Saturday, June 2, 2012

Unequal equivalency: Why 'girls can do anything boys can do' sends a harmful, not positive, message to girls and women.

"Why is this okay?"  It was a random thought that I had while watching the final twenty minutes of Snow White and the Huntsman.  I suppose I should put a spoiler warning, but if you've seen even a single commercial or trailer you know that during the third act Snow White dons a suit of armor and rides into battle on horseback.  It's not that I took any offense at the notion, but I sat in the theater last night wondering why this kind of revisionism was completely acceptable for Snow White but not for James Bond.  Simply put, if someone tried to make an 'Elseworlds' version of James Bond where he was a British (or American?) spy during the 1880s and engaged in action-fueled espionage in a wild-west setting, I'd imagine the film punditry world would be in a tizzy.  And let's not even try to imagine what would happen if someone tried to make a Superman movie where Krypton didn't explode, Lex Luthor was a CIA agent who was actually an alien, and Superman wore a spacesuit from which he received most of his powers, because J.J. Abrams wrote wrote just such a script that sent the Internet into pandemonium back in 2003.  The geek community (and arguably the mainstream media outlets in a desperate attempt to be 'down' with the geeks) explodes with outrage at any alleged deviation from their beloved source material.  Spider-Man has organic web shooters... horror!  The Teenage Mutant Ninja Turtles might actually be from outer-space in their next movie... shock!  James Bond drinks a beer Skyfall... gasp!  But Alice (in Wonderland) dons armor and kills a dragon and no one cares.  Snow White dons armor and rides on horseback into a medieval battle scenario and no one cares.


Yes comic book and recent literary properties are often more sacrosanct to the fanbase compared to fairy tales and myths passed down from centuries ago, but I'm asking a two-pronged question here.  First of all, is there a reason that conventional wisdom demands that comic and literary properties based on boy-centric stories must be slavishly faithful while stereo-typically female-centric properties can be changed at whim to suit a more action-hungry (read- stereo-typically boy) dynamic?  Even Twilight almost went that route, as the original film version constructed over at Paramount basically turned Edward Cullen into a Blade-type vampire killer before they put the project in turnaround and Summit Entertainment snapped up the rights and made a more faithful adaptation.  We'd never think of altering Wolverine in a fundamental fashion, but Halle Berry is allowed/encouraged to screw up Catwoman however she sees fit.  Moreover, both the concept of these changes and the end-result points to something more insidious.  Snow White dons a suit of armor and charges into battle, and it's supposed to be read as 'progressive' or 'empowering'.  Yet would we be just as impressed if James Bond put down his PPK and tried to 'talk it out' with his enemies?

The meme is the same: Female characters engaging in stereo-typically male activities (playing sports, killing people, etc) is seen as culturally progressive and/or 'empowering'.  Yet male characters engaging in stereo-typically female activities is not only not 'empowering' but often viewed in a mocking light (see the Dudes Club in What To Expect When You're Expecting and/or any number of television episodes where the male hero finds a baby and has to raise it for 44 whole minutes). It should be noted that (spoiler...) Snow White and the Huntsman ends without having Snow White choose either of the two would-be love interests that are presented to her.  Yet while it is a refreshing turn of events, it is implicitly saying that she is only a progressive woman because she killed and conquered and didn't get a guy in the end.  It is not only that she engaged in 'guy behavior' but that she renounced 'female behavior' that makes her a strong female character in the eyes of the film, and perhaps certain segments of society as well.

At the heart of this concept, and the reason why Pixar's Brave (judging by its marketing) isn't nearly as feminist as it might want to be, is the false dichotomy behind the cliched 'girls can do anything boys can do too' meme.  It sells the idea that male activities are inherently superior to female activities.  We all cheer when Katniss Everdeen kills people but boo when Bella Swan aggressively pursues a guy.  We scream 'empowered!' when Lisbeth Salander uses violence to save the proverbial day yet think less of her when she changes her appearance and uses her more conventional attractiveness to entrap a villain.  And since there is no opposite concept in play, no societal pressures for boys to engage in 'female behavior', the message is that male behavior is inherently superior.  We live in a society where having Snow White don a suit of armor is progressive, but Superman donning a dress is unfathomable.  What message is that really sending?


◆ Work required:
While copying the entries exactly, leave out each picture they contain.

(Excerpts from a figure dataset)
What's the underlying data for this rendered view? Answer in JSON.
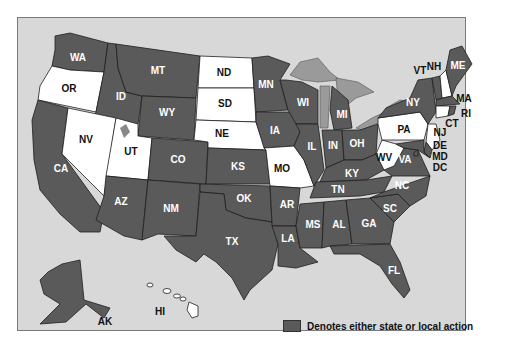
{
  "colors": {
    "action": "#5a5a5a",
    "no_action": "#ffffff",
    "water": "#d8d8d8",
    "lakes": "#9a9a9a"
  },
  "legend": {
    "label": "Denotes either state or local action"
  },
  "states": {
    "WA": {
      "label": "WA",
      "action": true
    },
    "OR": {
      "label": "OR",
      "action": false
    },
    "CA": {
      "label": "CA",
      "action": true
    },
    "ID": {
      "label": "ID",
      "action": true
    },
    "NV": {
      "label": "NV",
      "action": false
    },
    "MT": {
      "label": "MT",
      "action": true
    },
    "WY": {
      "label": "WY",
      "action": true
    },
    "UT": {
      "label": "UT",
      "action": false
    },
    "AZ": {
      "label": "AZ",
      "action": true
    },
    "CO": {
      "label": "CO",
      "action": true
    },
    "NM": {
      "label": "NM",
      "action": true
    },
    "ND": {
      "label": "ND",
      "action": false
    },
    "SD": {
      "label": "SD",
      "action": false
    },
    "NE": {
      "label": "NE",
      "action": false
    },
    "KS": {
      "label": "KS",
      "action": true
    },
    "OK": {
      "label": "OK",
      "action": true
    },
    "TX": {
      "label": "TX",
      "action": true
    },
    "MN": {
      "label": "MN",
      "action": true
    },
    "IA": {
      "label": "IA",
      "action": true
    },
    "MO": {
      "label": "MO",
      "action": false
    },
    "AR": {
      "label": "AR",
      "action": true
    },
    "LA": {
      "label": "LA",
      "action": true
    },
    "WI": {
      "label": "WI",
      "action": true
    },
    "IL": {
      "label": "IL",
      "action": true
    },
    "MI": {
      "label": "MI",
      "action": true
    },
    "IN": {
      "label": "IN",
      "action": true
    },
    "OH": {
      "label": "OH",
      "action": true
    },
    "KY": {
      "label": "KY",
      "action": true
    },
    "TN": {
      "label": "TN",
      "action": true
    },
    "MS": {
      "label": "MS",
      "action": true
    },
    "AL": {
      "label": "AL",
      "action": true
    },
    "GA": {
      "label": "GA",
      "action": true
    },
    "FL": {
      "label": "FL",
      "action": true
    },
    "SC": {
      "label": "SC",
      "action": true
    },
    "NC": {
      "label": "NC",
      "action": true
    },
    "VA": {
      "label": "VA",
      "action": true
    },
    "WV": {
      "label": "WV",
      "action": false
    },
    "PA": {
      "label": "PA",
      "action": false
    },
    "NY": {
      "label": "NY",
      "action": true
    },
    "VT": {
      "label": "VT",
      "action": true
    },
    "NH": {
      "label": "NH",
      "action": false
    },
    "ME": {
      "label": "ME",
      "action": true
    },
    "MA": {
      "label": "MA",
      "action": true
    },
    "RI": {
      "label": "RI",
      "action": true
    },
    "CT": {
      "label": "CT",
      "action": false
    },
    "NJ": {
      "label": "NJ",
      "action": false
    },
    "DE": {
      "label": "DE",
      "action": true
    },
    "MD": {
      "label": "MD",
      "action": true
    },
    "DC": {
      "label": "DC",
      "action": true
    },
    "AK": {
      "label": "AK",
      "action": true
    },
    "HI": {
      "label": "HI",
      "action": false
    }
  }
}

◆ Output of the exercise:
What's the underlying data for this rendered view? Answer in JSON.
{
  "colors": {
    "action": "#5a5a5a",
    "no_action": "#ffffff",
    "water": "#d8d8d8",
    "lakes": "#9a9a9a"
  },
  "legend": {
    "label": "Denotes either state or local action"
  },
  "states": {
    "WA": {
      "label": "WA",
      "action": true
    },
    "OR": {
      "label": "OR",
      "action": false
    },
    "CA": {
      "label": "CA",
      "action": true
    },
    "ID": {
      "label": "ID",
      "action": true
    },
    "NV": {
      "label": "NV",
      "action": false
    },
    "MT": {
      "label": "MT",
      "action": true
    },
    "WY": {
      "label": "WY",
      "action": true
    },
    "UT": {
      "label": "UT",
      "action": false
    },
    "AZ": {
      "label": "AZ",
      "action": true
    },
    "CO": {
      "label": "CO",
      "action": true
    },
    "NM": {
      "label": "NM",
      "action": true
    },
    "ND": {
      "label": "ND",
      "action": false
    },
    "SD": {
      "label": "SD",
      "action": false
    },
    "NE": {
      "label": "NE",
      "action": false
    },
    "KS": {
      "label": "KS",
      "action": true
    },
    "OK": {
      "label": "OK",
      "action": true
    },
    "TX": {
      "label": "TX",
      "action": true
    },
    "MN": {
      "label": "MN",
      "action": true
    },
    "IA": {
      "label": "IA",
      "action": true
    },
    "MO": {
      "label": "MO",
      "action": false
    },
    "AR": {
      "label": "AR",
      "action": true
    },
    "LA": {
      "label": "LA",
      "action": true
    },
    "WI": {
      "label": "WI",
      "action": true
    },
    "IL": {
      "label": "IL",
      "action": true
    },
    "MI": {
      "label": "MI",
      "action": true
    },
    "IN": {
      "label": "IN",
      "action": true
    },
    "OH": {
      "label": "OH",
      "action": true
    },
    "KY": {
      "label": "KY",
      "action": true
    },
    "TN": {
      "label": "TN",
      "action": true
    },
    "MS": {
      "label": "MS",
      "action": true
    },
    "AL": {
      "label": "AL",
      "action": true
    },
    "GA": {
      "label": "GA",
      "action": true
    },
    "FL": {
      "label": "FL",
      "action": true
    },
    "SC": {
      "label": "SC",
      "action": true
    },
    "NC": {
      "label": "NC",
      "action": true
    },
    "VA": {
      "label": "VA",
      "action": true
    },
    "WV": {
      "label": "WV",
      "action": false
    },
    "PA": {
      "label": "PA",
      "action": false
    },
    "NY": {
      "label": "NY",
      "action": true
    },
    "VT": {
      "label": "VT",
      "action": true
    },
    "NH": {
      "label": "NH",
      "action": false
    },
    "ME": {
      "label": "ME",
      "action": true
    },
    "MA": {
      "label": "MA",
      "action": true
    },
    "RI": {
      "label": "RI",
      "action": true
    },
    "CT": {
      "label": "CT",
      "action": false
    },
    "NJ": {
      "label": "NJ",
      "action": false
    },
    "DE": {
      "label": "DE",
      "action": true
    },
    "MD": {
      "label": "MD",
      "action": true
    },
    "DC": {
      "label": "DC",
      "action": true
    },
    "AK": {
      "label": "AK",
      "action": true
    },
    "HI": {
      "label": "HI",
      "action": false
    }
  }
}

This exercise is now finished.